The supplemental appropriations bill that passed on the last day of the special session means that Medicaid can pay all Medicaid providers in a timely fashion.

Before the Legislature’s action, payments were running almost one month behind schedule, Jordan said.

– The General Fund budget for FY 2005 also passed on the last day of the special session.

That budget fully funds Medicaid and all other human service agencies, Jordan said.

The budget was balanced with additional tax revenue, including a $700 increase in the annual nursing home bed tax – from $1,200 to $1,900 per bed – raising approximately $13.3 million state dollars that is matched, in turn, approximately three-for-one by the federal government.

On the surface the system might look fixed, but nursing home operators who have been dealing with one crisis after another in the Medicaid system say that it is still essentially broken, and that in FY 2006 they will face another cliff.

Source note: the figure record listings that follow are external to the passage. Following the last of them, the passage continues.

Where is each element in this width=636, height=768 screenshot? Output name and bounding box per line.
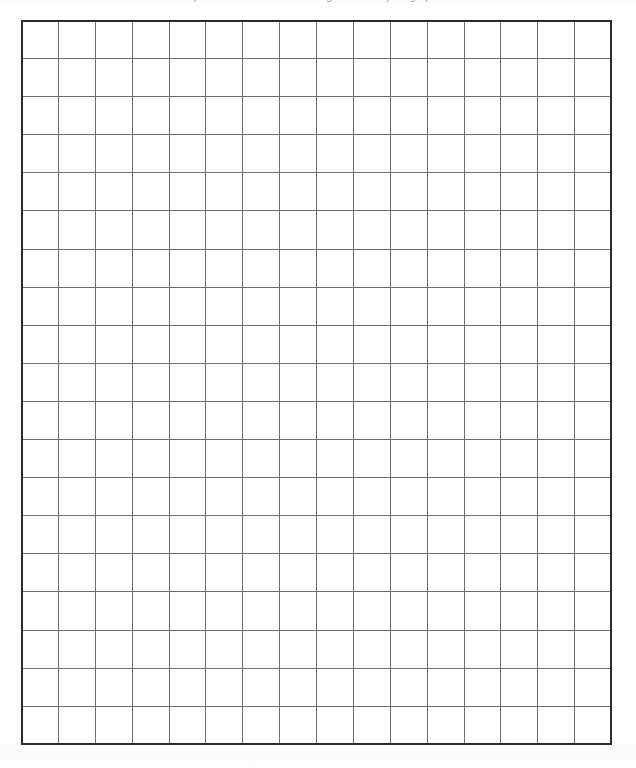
grid-cell[interactable] (169, 249, 206, 287)
grid-cell[interactable] (206, 287, 243, 325)
grid-cell[interactable] (353, 59, 390, 97)
grid-cell[interactable] (95, 249, 132, 287)
grid-cell[interactable] (501, 135, 538, 173)
grid-cell[interactable] (575, 325, 612, 363)
grid-cell[interactable] (206, 516, 243, 554)
grid-cell[interactable] (317, 135, 354, 173)
grid-cell[interactable] (58, 554, 95, 592)
grid-cell[interactable] (501, 440, 538, 478)
grid-cell[interactable] (243, 554, 280, 592)
grid-cell[interactable] (427, 59, 464, 97)
grid-cell[interactable] (427, 97, 464, 135)
grid-cell[interactable] (243, 401, 280, 439)
grid-cell[interactable] (243, 173, 280, 211)
grid-cell[interactable] (58, 287, 95, 325)
grid-cell[interactable] (243, 706, 280, 744)
grid-cell[interactable] (58, 668, 95, 706)
grid-cell[interactable] (427, 249, 464, 287)
grid-cell[interactable] (132, 592, 169, 630)
grid-cell[interactable] (58, 592, 95, 630)
grid-cell[interactable] (427, 401, 464, 439)
grid-cell[interactable] (390, 287, 427, 325)
grid-cell[interactable] (280, 668, 317, 706)
grid-cell[interactable] (280, 363, 317, 401)
grid-cell[interactable] (464, 363, 501, 401)
grid-cell[interactable] (132, 401, 169, 439)
grid-cell[interactable] (501, 325, 538, 363)
grid-cell[interactable] (501, 706, 538, 744)
grid-cell[interactable] (243, 97, 280, 135)
grid-cell[interactable] (317, 592, 354, 630)
grid-cell[interactable] (22, 440, 59, 478)
grid-cell[interactable] (132, 706, 169, 744)
grid-cell[interactable] (575, 173, 612, 211)
grid-cell[interactable] (464, 59, 501, 97)
grid-cell[interactable] (575, 363, 612, 401)
grid-cell[interactable] (538, 478, 575, 516)
grid-cell[interactable] (132, 668, 169, 706)
grid-cell[interactable] (95, 325, 132, 363)
grid-cell[interactable] (427, 592, 464, 630)
grid-cell[interactable] (317, 516, 354, 554)
grid-cell[interactable] (575, 630, 612, 668)
grid-cell[interactable] (132, 478, 169, 516)
grid-cell[interactable] (575, 478, 612, 516)
grid-cell[interactable] (280, 21, 317, 59)
grid-cell[interactable] (22, 516, 59, 554)
grid-cell[interactable] (390, 401, 427, 439)
grid-cell[interactable] (538, 287, 575, 325)
grid-cell[interactable] (390, 97, 427, 135)
grid-cell[interactable] (95, 440, 132, 478)
grid-cell[interactable] (538, 440, 575, 478)
grid-cell[interactable] (538, 516, 575, 554)
grid-cell[interactable] (575, 287, 612, 325)
grid-cell[interactable] (501, 554, 538, 592)
grid-cell[interactable] (575, 668, 612, 706)
grid-cell[interactable] (206, 325, 243, 363)
grid-cell[interactable] (132, 211, 169, 249)
grid-cell[interactable] (317, 325, 354, 363)
grid-cell[interactable] (501, 630, 538, 668)
grid-cell[interactable] (206, 554, 243, 592)
grid-cell[interactable] (58, 401, 95, 439)
grid-cell[interactable] (464, 440, 501, 478)
grid-cell[interactable] (317, 554, 354, 592)
grid-cell[interactable] (280, 440, 317, 478)
grid-cell[interactable] (206, 59, 243, 97)
grid-cell[interactable] (464, 173, 501, 211)
grid-cell[interactable] (353, 211, 390, 249)
grid-cell[interactable] (353, 592, 390, 630)
grid-cell[interactable] (206, 363, 243, 401)
grid-cell[interactable] (501, 478, 538, 516)
grid-cell[interactable] (427, 516, 464, 554)
grid-cell[interactable] (243, 478, 280, 516)
grid-cell[interactable] (58, 97, 95, 135)
grid-cell[interactable] (464, 401, 501, 439)
grid-cell[interactable] (353, 287, 390, 325)
grid-cell[interactable] (390, 592, 427, 630)
grid-cell[interactable] (390, 249, 427, 287)
grid-cell[interactable] (169, 554, 206, 592)
grid-cell[interactable] (206, 97, 243, 135)
grid-cell[interactable] (575, 554, 612, 592)
grid-cell[interactable] (243, 440, 280, 478)
grid-cell[interactable] (317, 668, 354, 706)
grid-cell[interactable] (501, 59, 538, 97)
grid-cell[interactable] (353, 363, 390, 401)
grid-cell[interactable] (169, 97, 206, 135)
grid-cell[interactable] (206, 21, 243, 59)
grid-cell[interactable] (280, 516, 317, 554)
grid-cell[interactable] (280, 478, 317, 516)
grid-cell[interactable] (280, 401, 317, 439)
grid-cell[interactable] (317, 173, 354, 211)
grid-cell[interactable] (22, 630, 59, 668)
grid-cell[interactable] (280, 211, 317, 249)
grid-cell[interactable] (280, 173, 317, 211)
grid-cell[interactable] (243, 363, 280, 401)
grid-cell[interactable] (575, 97, 612, 135)
grid-cell[interactable] (464, 554, 501, 592)
grid-cell[interactable] (464, 287, 501, 325)
grid-cell[interactable] (243, 135, 280, 173)
grid-cell[interactable] (575, 211, 612, 249)
grid-cell[interactable] (280, 325, 317, 363)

“We just put a patch on Medicaid,” said Michael Britton, administrator of Warren Manor Health & Rehabilitation Center. Revenue crises will continue to recur over and over again until something is done to solve the basic problem. The increase in the bed tax was less than had been originally proposed but at this time, any increase in our costs hurts. We need to be genuinely concerned about doing what is best for nursing homes and the state at large.

“I always try to be optimistic about the future, but if all the parties involved could get together and work together on the same road to a solution, that solution would come much more quickly,” he said.

Armelia Oliver, administrator of the Light House Rehabilitation & Healthcare Center, said essentially the same as Britton.

“We’re still in the Band-Aid stage,” she said. “In one or two years we’ll be facing the same problems as before the Legislature’s recent actions.”

On the other hand, Oliver is not surprised that nursing homes and Medicaid are facing problems. “Everyone else is,” she said. “So many programs and entities are having problems,” she said. “We all have to work with what we have.”

On the nursing home bed tax increase, Oliver is philosophical.

“We are more comfortable with the $700 increase that passed than the larger one that had been proposed.”

Unlike some operators, Oliver is not upset that the bed tax which provides federal matching dollars for all Medicaid recipients -not just nursing homes- is fair. “It’s our contribution to the long-term care side of Medicaid,” she said.

Charles Hise, owner of Park Place Nursing and Rehabilitation Center, like the others is concerned about the future, but also the present.

He noted that there was a two-week delay in his Medicaid payment due at the end of June and such delays make it very hard to run a business, and he hopes the recent delay – after the Legislature had met – will not be repeated.

Hise offered a more comprehensive critique of the burdens under which nursing home operators work than the others. He does not like the bed tax at all, especially because it is not earmarked for Medicaid funding for nursing homes. To Hise it doesn’t make sense for nursing homes to be providing matching funds for all Medicaid programs.

Hise also points to the high percentage statewide – and locally – of Medicaid residents in nursing homes: around 78 percent. So if payments are late, it creates a major impact on cash flow.

Third, the regulation of nursing homes, in Hise’s opinion, is burdensome and becoming more so. A particular sore point is Congress’ repeal several years ago of a provision prohibiting Congress from passing regulations without reimbursing Medicaid-funded entities for extra staff time and expense required to comply with the regulations. He gave several examples of new regulations that are diverting nurses who should be taking care of patients more and more to paperwork.

Summing up Park Place’s (formerly Dunn’s Nursing Home) problems with Medicaid and the government regulation in general, Hise said, “It’s been a roller coaster.”

And the problems will continue unless permanent solutions are found, he said. “In FY 2006 we will be worse off than we were before the Legislature acted,” he said, “if projections of shortfalls hold true.”